On Passover, Remembering a More Recent Liberation

April 26 2016

Recalling the family seders of her childhood, Daniella Greenbaum recounts the story her grandmother would tell, year after year, about a Passover not easily forgotten:

In March of 1945, in Bergen-Belsen, [my grandmother] Masha, her sister Shoshana, their mother Yehudit, and several others sat down to conduct a seder—of sorts. Without food, wine, prayer books, or even a table, they did their best to remember the liturgy and engage in some sort of ritual normalcy.

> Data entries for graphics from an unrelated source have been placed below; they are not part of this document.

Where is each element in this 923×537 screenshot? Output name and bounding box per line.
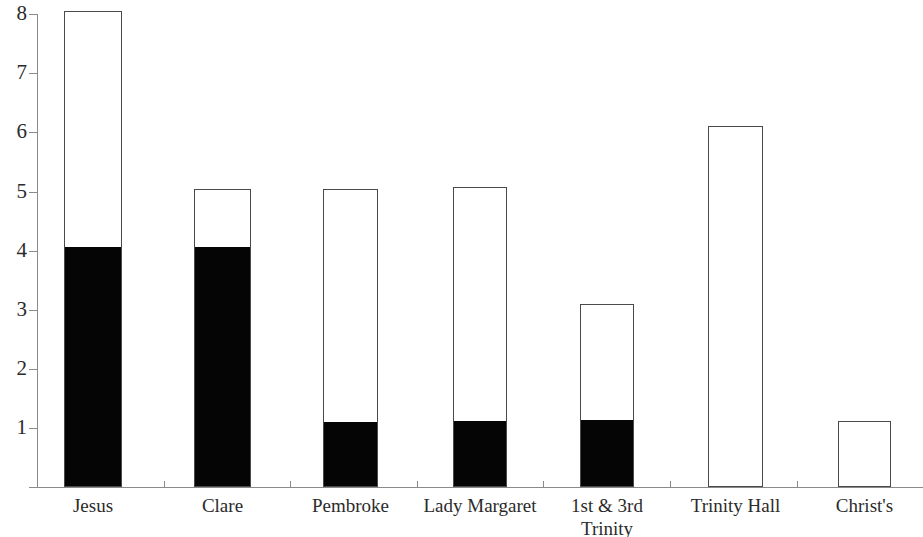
bar	[453, 187, 507, 487]
y-axis-tick-label: 7	[1, 62, 27, 83]
y-axis-tick-label: 3	[1, 299, 27, 320]
y-axis-tick-label: 1	[1, 417, 27, 438]
bar	[64, 11, 122, 487]
x-axis-tick	[797, 481, 798, 488]
x-axis-category-label: Christ's	[775, 494, 923, 517]
bar-filled-segment	[581, 420, 633, 486]
bar	[580, 304, 634, 487]
bar-filled-segment	[195, 247, 250, 486]
bar	[708, 126, 763, 487]
bar-filled-segment	[65, 247, 121, 486]
y-axis-line	[37, 14, 38, 488]
y-axis-tick-label: 2	[1, 358, 27, 379]
y-axis-tick	[29, 428, 37, 429]
x-axis-tick	[290, 481, 291, 488]
bar	[323, 189, 378, 487]
bar-filled-segment	[454, 421, 506, 486]
y-axis-tick	[29, 14, 37, 15]
x-axis-tick	[164, 481, 165, 488]
bar-chart: 87654321 JesusClarePembrokeLady Margaret…	[0, 0, 923, 537]
y-axis-tick-label: 5	[1, 181, 27, 202]
x-axis-tick	[417, 481, 418, 488]
y-axis-tick	[29, 73, 37, 74]
y-axis-tick	[29, 369, 37, 370]
x-axis-tick	[543, 481, 544, 488]
bar	[194, 189, 251, 487]
y-axis-tick	[29, 192, 37, 193]
y-axis-tick-label: 8	[1, 3, 27, 24]
y-axis-tick-label: 4	[1, 240, 27, 261]
x-axis-tick	[670, 481, 671, 488]
y-axis-tick	[29, 132, 37, 133]
bar	[838, 421, 891, 487]
y-axis-tick	[29, 251, 37, 252]
bar-filled-segment	[324, 422, 377, 486]
y-axis-tick	[29, 310, 37, 311]
x-axis-tick	[37, 481, 38, 488]
y-axis-tick-label: 6	[1, 121, 27, 142]
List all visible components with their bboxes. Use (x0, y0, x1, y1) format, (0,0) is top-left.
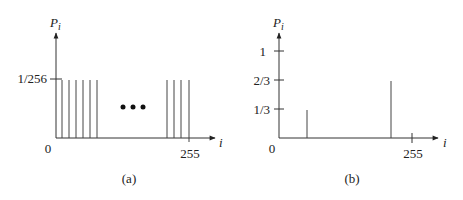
origin-label-b: 0 (269, 141, 276, 156)
bars-left-a (62, 80, 97, 138)
y-tick-label-1-256: 1/256 (17, 71, 47, 86)
y-axis-label-b: Pi (272, 15, 284, 32)
figure: 1/256 0 255 i Pi (a) (0, 0, 463, 200)
origin-label-a: 0 (45, 141, 52, 156)
x-tick-label-255-b: 255 (403, 146, 423, 161)
ellipsis-dots (121, 105, 146, 110)
x-axis-label-a: i (219, 135, 223, 150)
y-axis-label-a: Pi (49, 15, 61, 32)
y-tick-label-1-3: 1/3 (253, 102, 270, 117)
chart-a: 1/256 0 255 i Pi (a) (17, 15, 223, 186)
panel-label-a: (a) (122, 171, 136, 186)
panel-label-b: (b) (344, 171, 359, 186)
x-axis-label-b: i (443, 135, 447, 150)
x-tick-label-255-a: 255 (180, 146, 200, 161)
bars-right-a (167, 80, 189, 142)
chart-b: 1 2/3 1/3 0 255 i Pi (b) (253, 15, 447, 186)
y-tick-label-1: 1 (260, 44, 267, 59)
y-tick-label-2-3: 2/3 (253, 73, 270, 88)
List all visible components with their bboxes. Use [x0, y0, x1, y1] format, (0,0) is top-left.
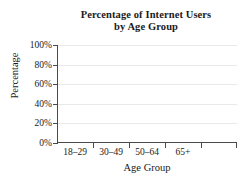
x-tick-label-65-plus: 65+ — [165, 147, 201, 158]
gridline-80 — [57, 65, 237, 66]
y-tick-label-20: 20% — [6, 118, 52, 128]
chart-title-line-1: Percentage of Internet Users — [52, 9, 240, 21]
gridline-20 — [57, 123, 237, 124]
y-tick-mark-40 — [53, 104, 58, 105]
x-tick-label-30-49: 30–49 — [93, 147, 129, 158]
y-tick-mark-80 — [53, 65, 58, 66]
y-tick-label-40: 40% — [6, 99, 52, 109]
y-tick-label-100: 100% — [6, 40, 52, 50]
x-axis-tick-labels: 18–29 30–49 50–64 65+ — [57, 147, 237, 160]
y-tick-mark-0 — [53, 143, 58, 144]
x-tick-label-18-29: 18–29 — [57, 147, 93, 158]
gridline-60 — [57, 84, 237, 85]
y-tick-label-80: 80% — [6, 60, 52, 70]
gridline-100 — [57, 45, 237, 46]
y-tick-mark-60 — [53, 84, 58, 85]
axis-frame — [57, 45, 237, 143]
y-axis-tick-labels: 100% 80% 60% 40% 20% 0% — [0, 45, 52, 143]
chart-title: Percentage of Internet Users by Age Grou… — [52, 9, 240, 32]
chart-title-line-2: by Age Group — [52, 21, 240, 33]
y-tick-label-60: 60% — [6, 79, 52, 89]
gridline-40 — [57, 104, 237, 105]
x-axis-title: Age Group — [57, 162, 237, 174]
plot-area — [57, 45, 237, 143]
y-tick-mark-100 — [53, 45, 58, 46]
chart-figure: Percentage of Internet Users by Age Grou… — [0, 0, 245, 189]
y-tick-mark-20 — [53, 123, 58, 124]
y-tick-label-0: 0% — [6, 138, 52, 148]
x-tick-label-50-64: 50–64 — [129, 147, 165, 158]
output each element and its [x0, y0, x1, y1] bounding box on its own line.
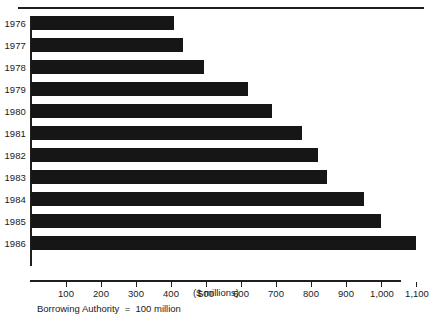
y-tick-label: 1982: [0, 150, 26, 161]
y-tick-label: 1983: [0, 172, 26, 183]
bar-1979: [31, 82, 248, 96]
y-tick-label: 1979: [0, 84, 26, 95]
bar-1982: [31, 148, 318, 162]
y-tick-label: 1977: [0, 40, 26, 51]
y-tick-label: 1978: [0, 62, 26, 73]
y-axis-line: [30, 16, 32, 266]
y-tick-label: 1981: [0, 128, 26, 139]
y-tick-label: 1976: [0, 18, 26, 29]
plot-area: 1976 1977 1978 1979 1980 1981 1982 1983: [0, 14, 432, 266]
y-tick-label: 1980: [0, 106, 26, 117]
x-axis-title: ($ millions): [0, 287, 432, 298]
y-tick-label: 1986: [0, 238, 26, 249]
bar-1983: [31, 170, 327, 184]
bar-chart-figure: 1976 1977 1978 1979 1980 1981 1982 1983: [0, 0, 432, 318]
bar-1978: [31, 60, 204, 74]
bar-1985: [31, 214, 381, 228]
bar-1977: [31, 38, 183, 52]
bar-1984: [31, 192, 364, 206]
y-tick-label: 1984: [0, 194, 26, 205]
bar-1986: [31, 236, 416, 250]
chart-caption: Borrowing Authority = 100 million: [37, 303, 181, 314]
y-tick-label: 1985: [0, 216, 26, 227]
bar-1976: [31, 16, 174, 30]
bar-1980: [31, 104, 272, 118]
bar-1981: [31, 126, 302, 140]
top-divider-rule: [18, 7, 424, 9]
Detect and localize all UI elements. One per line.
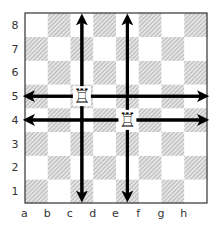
- file-label-f: f: [136, 207, 141, 220]
- rook-icon: ♖: [73, 84, 91, 108]
- file-label-e: e: [112, 207, 119, 220]
- rank-label-7: 7: [12, 43, 19, 56]
- square-h8: [184, 13, 207, 37]
- square-a3: [25, 132, 48, 156]
- chess-diagram: ♖♖ 12345678 abcdefgh: [0, 0, 221, 231]
- square-g2: [162, 156, 185, 180]
- square-h3: [184, 132, 207, 156]
- square-a8: [25, 13, 48, 37]
- square-f3: [139, 132, 162, 156]
- rank-label-2: 2: [12, 161, 19, 174]
- rank-label-4: 4: [12, 114, 19, 127]
- square-g6: [162, 61, 185, 85]
- square-d8: [93, 13, 116, 37]
- file-label-g: g: [157, 207, 164, 220]
- rank-label-1: 1: [12, 185, 19, 198]
- file-label-a: a: [21, 207, 28, 220]
- square-a2: [25, 156, 48, 180]
- square-d7: [93, 37, 116, 61]
- square-b2: [48, 156, 71, 180]
- rook-icon: ♖: [118, 108, 136, 132]
- file-labels: abcdefgh: [21, 207, 187, 220]
- rank-label-3: 3: [12, 138, 19, 151]
- square-d3: [93, 132, 116, 156]
- square-f8: [139, 13, 162, 37]
- square-b7: [48, 37, 71, 61]
- square-f1: [139, 179, 162, 203]
- square-f2: [139, 156, 162, 180]
- rank-label-8: 8: [12, 19, 19, 32]
- square-h1: [184, 179, 207, 203]
- square-h2: [184, 156, 207, 180]
- file-label-b: b: [44, 207, 51, 220]
- square-d6: [93, 61, 116, 85]
- square-b8: [48, 13, 71, 37]
- square-b3: [48, 132, 71, 156]
- rank-labels: 12345678: [12, 19, 19, 198]
- square-h6: [184, 61, 207, 85]
- square-g1: [162, 179, 185, 203]
- board-squares: [25, 13, 207, 203]
- square-b1: [48, 179, 71, 203]
- square-a7: [25, 37, 48, 61]
- square-f7: [139, 37, 162, 61]
- file-label-d: d: [89, 207, 96, 220]
- square-g7: [162, 37, 185, 61]
- rank-label-6: 6: [12, 66, 19, 79]
- square-d2: [93, 156, 116, 180]
- square-a6: [25, 61, 48, 85]
- white-rook-e4: ♖: [118, 108, 136, 132]
- square-h7: [184, 37, 207, 61]
- file-label-c: c: [67, 207, 73, 220]
- square-a1: [25, 179, 48, 203]
- square-b6: [48, 61, 71, 85]
- file-label-h: h: [180, 207, 187, 220]
- rank-label-5: 5: [12, 90, 19, 103]
- square-f6: [139, 61, 162, 85]
- square-g8: [162, 13, 185, 37]
- square-g3: [162, 132, 185, 156]
- square-d1: [93, 179, 116, 203]
- white-rook-c5: ♖: [73, 84, 91, 108]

Somehow they spoke of the bread of affliction that their ancestors ate, despite the fact that they too were afflicted and had no bread to eat. Somehow they proclaimed, “Let all who are hungry come and eat,” despite their own hunger and lack of food. Somehow they spoke of how Pharaoh embittered the lives of his Jewish slaves, though they too were Jewish slaves whose lives had been impossibly embittered. . . .

One day, they prayed, they would be able to sing of slavery in the past tense, and retell, as Jews are commanded to do, the story of the exodus. For the millions that perished at the hands of the Nazis, including Masha’s father, this dream would never become reality.

Read more at Tablet

More about: Bergen-Belsen, Holocaust, Passover, Religion & Holidays, Seder

Hebron’s Restless Palestinian Clans, and Israel’s Missed Opportunity

Over the weekend, Elliot Kaufman of the Wall Street Journal reported about a formal letter, signed by five prominent sheikhs from the Judean city of Hebron and addressed to the Israeli economy minister Nir Barkat. The letter proposed that Hebron, one of the West Bank’s largest municipalities, “break out of the Palestinian Authority (PA), establish an emirate of its own, and join the Abraham Accords.” Kaufman spoke with some of the sheikhs, who emphasized their resentment at the PA’s corruption and fecklessness, and their desire for peace.

Responding to these unusual events, Seth Mandel looks back to what he describes as his favorite “‘what if’ moment in the Arab-Israeli conflict,” involving

a plan for the West Bank drawn up in the late 1980s by the former Israeli foreign minister Moshe Arens. The point of the plan was to prioritize local Arab Palestinian leadership instead of facilitating the PLO’s top-down governing approach, which was corrupt and authoritarian from the start.

Mandel, however, is somewhat skeptical about whether such a plan can work in 2025:

Yet, . . . while it is almost surely a better idea than anything the PA has or will come up with, the primary obstacle is not the quality of the plan but its feasibility under current conditions. The Arens plan was a “what if” moment because there was no clear-cut governing structure in the West Bank and the PLO, then led by Yasir Arafat, was trying to direct the Palestinian side of the peace process from abroad (Lebanon, then Tunisia). In fact, Arens’s idea was to hold local elections among the Palestinians in order to build a certain amount of democratic legitimacy into the foundation of the Arab side of the conflict.

Whatever becomes of the Hebron proposal, there is an important lesson for Gaza from the ignored Arens plan: it was a mistake, as one sheikh told Kaufman, to bring in Palestinian leaders who had spent decades in Tunisia and Lebanon to rule the West Bank after Oslo. Likewise, Gaza will do best if led by the people there on the ground, not new leaders imported from the West Bank, Qatar, or anywhere else.